If you’re looking to really get started, you’re probably better off learning on your own and actually executing real marketing campaigns and experiments.

That’s not to say that HubSpot and Moz are completely worthless. I think their free certifications are still a good knowledge source. But like I said, you’re basically just memorizing answers to a test; it’s not really impressive at all. You actually have to bring real-world skills to the table.

HubSpot marketing certification

Getting a certification from a for-profit college or getting a master’s degree in digital marketing is not going to help much either because you’re not getting the real-world experience you need.

If you want to learn how to get that real-world experience, a good starting point is one of our older posts where we talk about how to learning marketing.

A Good Degree ≠ a Good Marketer

I have a buddy who loves hiring people from Stanford. These are really smart kids, but they’re book-smart. Right now, he’s trying to teach them how to grow a business through marketing in order to generate sales. These guys run everything like a textbook, just as if they’re getting certified or taking a test. They’re following all the rules, but they’re generating zero sales.

I told them how they could generate sales through webinars. You know what they said? “Oh, cool. Like, how do we do it? What’s the format? Oh yeah, we’ll check it out.”

Then I told them to find potential customers at tech conferences. Their response? “Oh, how do we find out which conferences we should go to?”

Bizzabo Blog 2017 tech conferences

Just because someone has a certification or a great college degree, that doesn’t mean they’re qualified for the job or that they can actually get you results.

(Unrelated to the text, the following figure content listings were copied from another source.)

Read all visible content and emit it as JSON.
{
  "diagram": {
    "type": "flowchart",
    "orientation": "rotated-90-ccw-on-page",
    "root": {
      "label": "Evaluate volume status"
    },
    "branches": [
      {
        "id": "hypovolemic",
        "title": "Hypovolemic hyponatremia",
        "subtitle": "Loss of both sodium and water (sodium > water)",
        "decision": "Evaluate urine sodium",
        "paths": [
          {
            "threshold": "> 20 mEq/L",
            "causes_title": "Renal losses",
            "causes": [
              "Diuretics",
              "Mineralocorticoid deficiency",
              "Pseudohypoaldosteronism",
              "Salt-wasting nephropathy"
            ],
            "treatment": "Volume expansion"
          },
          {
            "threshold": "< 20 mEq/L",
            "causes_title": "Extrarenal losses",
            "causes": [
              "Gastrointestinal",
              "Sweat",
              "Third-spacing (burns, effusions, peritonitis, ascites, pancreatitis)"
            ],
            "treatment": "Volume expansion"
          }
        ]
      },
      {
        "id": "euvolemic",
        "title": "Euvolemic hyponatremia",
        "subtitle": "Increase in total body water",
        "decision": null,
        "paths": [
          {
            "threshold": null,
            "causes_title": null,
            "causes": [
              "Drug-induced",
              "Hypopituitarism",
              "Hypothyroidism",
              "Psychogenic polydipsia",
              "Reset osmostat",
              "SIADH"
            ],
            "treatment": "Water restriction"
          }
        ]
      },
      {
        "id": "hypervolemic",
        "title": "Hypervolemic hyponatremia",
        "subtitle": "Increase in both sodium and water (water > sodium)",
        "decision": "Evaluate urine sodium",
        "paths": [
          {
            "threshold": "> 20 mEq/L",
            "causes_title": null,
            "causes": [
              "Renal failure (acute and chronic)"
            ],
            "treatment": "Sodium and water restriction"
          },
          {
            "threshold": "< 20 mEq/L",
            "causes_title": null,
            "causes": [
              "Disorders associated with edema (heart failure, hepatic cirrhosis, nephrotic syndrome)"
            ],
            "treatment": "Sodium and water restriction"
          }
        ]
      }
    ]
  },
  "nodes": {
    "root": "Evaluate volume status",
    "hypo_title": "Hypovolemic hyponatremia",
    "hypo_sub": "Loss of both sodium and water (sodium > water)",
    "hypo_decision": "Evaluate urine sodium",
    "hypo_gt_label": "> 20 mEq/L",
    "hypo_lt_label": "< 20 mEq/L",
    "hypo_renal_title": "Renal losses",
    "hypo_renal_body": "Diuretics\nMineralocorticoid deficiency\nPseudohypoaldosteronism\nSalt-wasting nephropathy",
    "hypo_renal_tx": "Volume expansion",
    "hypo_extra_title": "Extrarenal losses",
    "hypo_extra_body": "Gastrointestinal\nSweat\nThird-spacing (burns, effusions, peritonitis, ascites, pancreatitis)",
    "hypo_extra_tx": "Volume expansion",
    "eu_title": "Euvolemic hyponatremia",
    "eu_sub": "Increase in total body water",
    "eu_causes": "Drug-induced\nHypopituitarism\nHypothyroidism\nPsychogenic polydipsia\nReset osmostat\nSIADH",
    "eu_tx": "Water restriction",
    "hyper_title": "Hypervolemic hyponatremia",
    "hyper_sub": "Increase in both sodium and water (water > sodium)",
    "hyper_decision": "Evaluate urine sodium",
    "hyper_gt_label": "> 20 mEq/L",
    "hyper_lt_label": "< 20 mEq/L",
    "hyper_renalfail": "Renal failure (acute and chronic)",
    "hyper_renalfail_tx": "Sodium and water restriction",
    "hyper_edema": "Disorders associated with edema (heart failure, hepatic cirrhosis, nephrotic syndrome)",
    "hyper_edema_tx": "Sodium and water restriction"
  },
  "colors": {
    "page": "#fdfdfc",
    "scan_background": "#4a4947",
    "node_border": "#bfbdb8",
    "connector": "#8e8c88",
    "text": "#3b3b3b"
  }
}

If you want to get certified, by all means go and do it. It could be great to add to your resume—but it won’t do anything for your business.

How I Got My “Marketing Certification”

Let me tell you how I got my internet marketing certification. This is when I was working a dead-end job after graduating from a public school in San Diego. I was basically twiddling my thumbs when my friend said, “Hey, you might want to look into this internet marketing thing.”

That’s when I actually started. I picked up this unpaid internship while I had a full-time job. I’d basically get home from work at about 2-3 p.m. in the afternoon. Then I’d go into my internship and from about 3 p.m. to 12 a.m. I did my “marketing certification.” I was studying on my own and doing experiments all the time. Thankfully, at this internship they gave me my own domain and blog to experiment on.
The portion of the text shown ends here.